Merton, R. K. (1957). Social theory and social structure. New York: Free Press of Glencoe.
Meyer, J., Becker, T. & Vandenberghe, C. (2004). Employee commitment and motivation: a conceptual analysis and integrative model. Journal of Applied Psychology, Vol. 89, No.6, pp. 991–1007.
Nachmias, D. (1988). The quality of work life in the federal bureaucracy: Conceptualization and measurement. American Review of Public Administration, 18, 2, pp. 167–173.
Parsons, T. (1968). The structure of social action, New York: Free Press.
Romzek, B. S. (1989). Personal consequences of employee commitment. Academy of Management Journal, 32, pp. 649–661.
Schwarz, N. & Bless, H. (1991). Happy and mindless, but sad and smart? The impact of affective states on analytic reasoning. In J. P. Forgas (Ed.), Emotion and social judgment (pp. 55–71). Oxford: Pergamon Press.

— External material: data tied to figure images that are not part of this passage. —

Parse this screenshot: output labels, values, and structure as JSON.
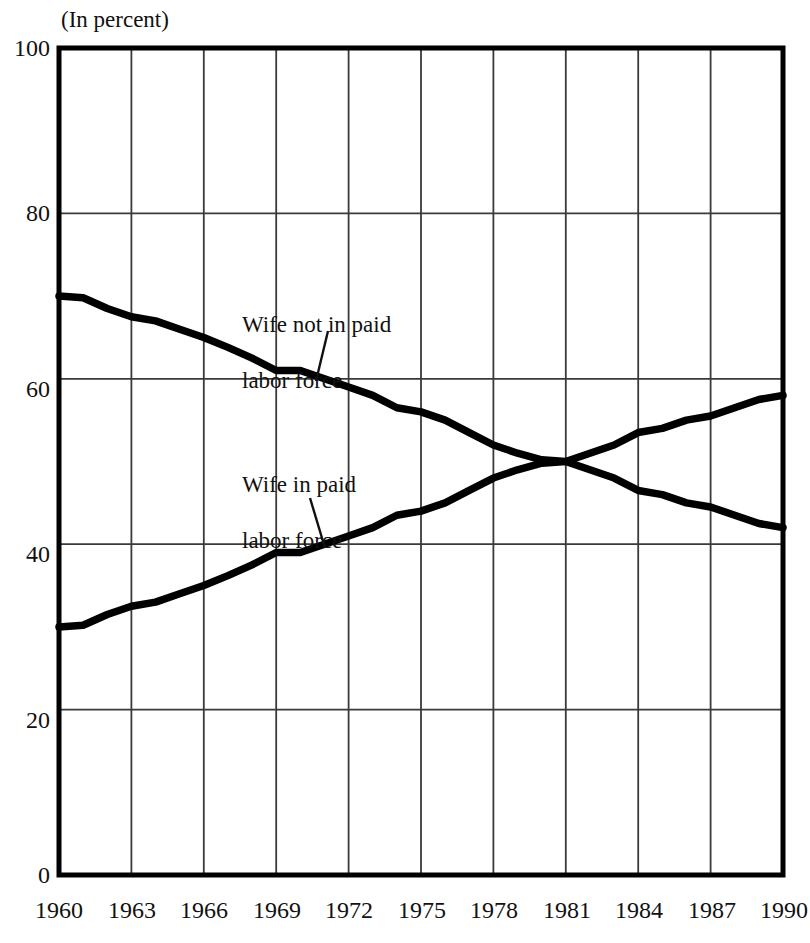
{
  "chart_data": {
    "type": "line",
    "title": "",
    "subtitle": "(In percent)",
    "xlabel": "",
    "ylabel": "",
    "unit_note": "(In percent)",
    "grid": true,
    "legend_position": "inline-annotations",
    "xlim": [
      1960,
      1990
    ],
    "ylim": [
      0,
      100
    ],
    "yticks": [
      0,
      20,
      40,
      60,
      80,
      100
    ],
    "xticks": [
      1960,
      1963,
      1966,
      1969,
      1972,
      1975,
      1978,
      1981,
      1984,
      1987,
      1990
    ],
    "x": [
      1960,
      1961,
      1962,
      1963,
      1964,
      1965,
      1966,
      1967,
      1968,
      1969,
      1970,
      1971,
      1972,
      1973,
      1974,
      1975,
      1976,
      1977,
      1978,
      1979,
      1980,
      1981,
      1982,
      1983,
      1984,
      1985,
      1986,
      1987,
      1988,
      1989,
      1990
    ],
    "series": [
      {
        "name": "Wife not in paid labor force",
        "color": "#000000",
        "values": [
          70.0,
          69.8,
          68.5,
          67.5,
          67.0,
          66.0,
          65.0,
          63.8,
          62.5,
          61.0,
          61.0,
          60.0,
          59.0,
          58.0,
          56.5,
          56.0,
          55.0,
          53.5,
          52.0,
          51.0,
          50.2,
          50.0,
          49.0,
          48.0,
          46.5,
          46.0,
          45.0,
          44.5,
          43.5,
          42.5,
          42.0
        ]
      },
      {
        "name": "Wife in paid labor force",
        "color": "#000000",
        "values": [
          30.0,
          30.2,
          31.5,
          32.5,
          33.0,
          34.0,
          35.0,
          36.2,
          37.5,
          39.0,
          39.0,
          40.0,
          41.0,
          42.0,
          43.5,
          44.0,
          45.0,
          46.5,
          48.0,
          49.0,
          49.8,
          50.0,
          51.0,
          52.0,
          53.5,
          54.0,
          55.0,
          55.5,
          56.5,
          57.5,
          58.0
        ]
      }
    ],
    "annotations": [
      {
        "text": "Wife not in paid\nlabor force",
        "target_series": "Wife not in paid labor force",
        "x": 1971,
        "y": 60
      },
      {
        "text": "Wife in paid\nlabor force",
        "target_series": "Wife in paid labor force",
        "x": 1971,
        "y": 41
      }
    ]
  },
  "axes": {
    "y_labels": [
      "100",
      "80",
      "60",
      "40",
      "20",
      "0"
    ],
    "x_labels": [
      "1960",
      "1963",
      "1966",
      "1969",
      "1972",
      "1975",
      "1978",
      "1981",
      "1984",
      "1987",
      "1990"
    ]
  },
  "annotations": {
    "upper": {
      "line1": "Wife not in paid",
      "line2": "labor force"
    },
    "lower": {
      "line1": "Wife in paid",
      "line2": "labor force"
    }
  },
  "colors": {
    "line": "#000000",
    "grid": "#3a3a3a",
    "frame": "#000000",
    "text": "#111111"
  }
}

Skinner, B. F. & Holland, J. G. (1961). The analysis of behavior: A program for self-instruction. New York: McGraw Hill.
Slater, P. E. (1966). Microcosms. New York: John Wiley & Sons.
Smith, K. K. & Berg, D. N. (1987). Paradoxes of group life. San Francisco: Jossey-Bass.
Thorndike, E. L. (1911). Animal intelligence: Experimental studies. New York: Macmillan.
Thorndike, E. L. (1917). The curve of work and the curve of satisfyingness. Journal of Applied Psychology. 1, 265–267.
Towers Perrin. Global workforce study. http://www.towersperrin.com/tp/showhtml.jsp?url=global/publications/gws/index.htm&country=global. Retrieved on September 9, 2009.
Watson Wyatt Worldwide. Driving business results through continuous engagement: 2008/2009 WorkUSA survey report. http://www.watsonwyatt.com/research/resrender.asp?id=2008-US-0232&page=1. Retrieved on September 7, 2009.
Wrzesniewski, A., McCauley, C., Rozin, P. & Schwartz, B. (1997). Jobs, careers, and callings: People’s relations to their work. Journal of Research in Personality, 31, pp. 21–33.
Yankelovich, D. & Immerwahr, J. (1984). Putting the work ethic to work. Society, (Jan–Feb), pp. 58–77.
Ziv, A. (1976). Facilitating effects of humor on creativity. Journal of Educational Psychology, 68, pp. 318–322.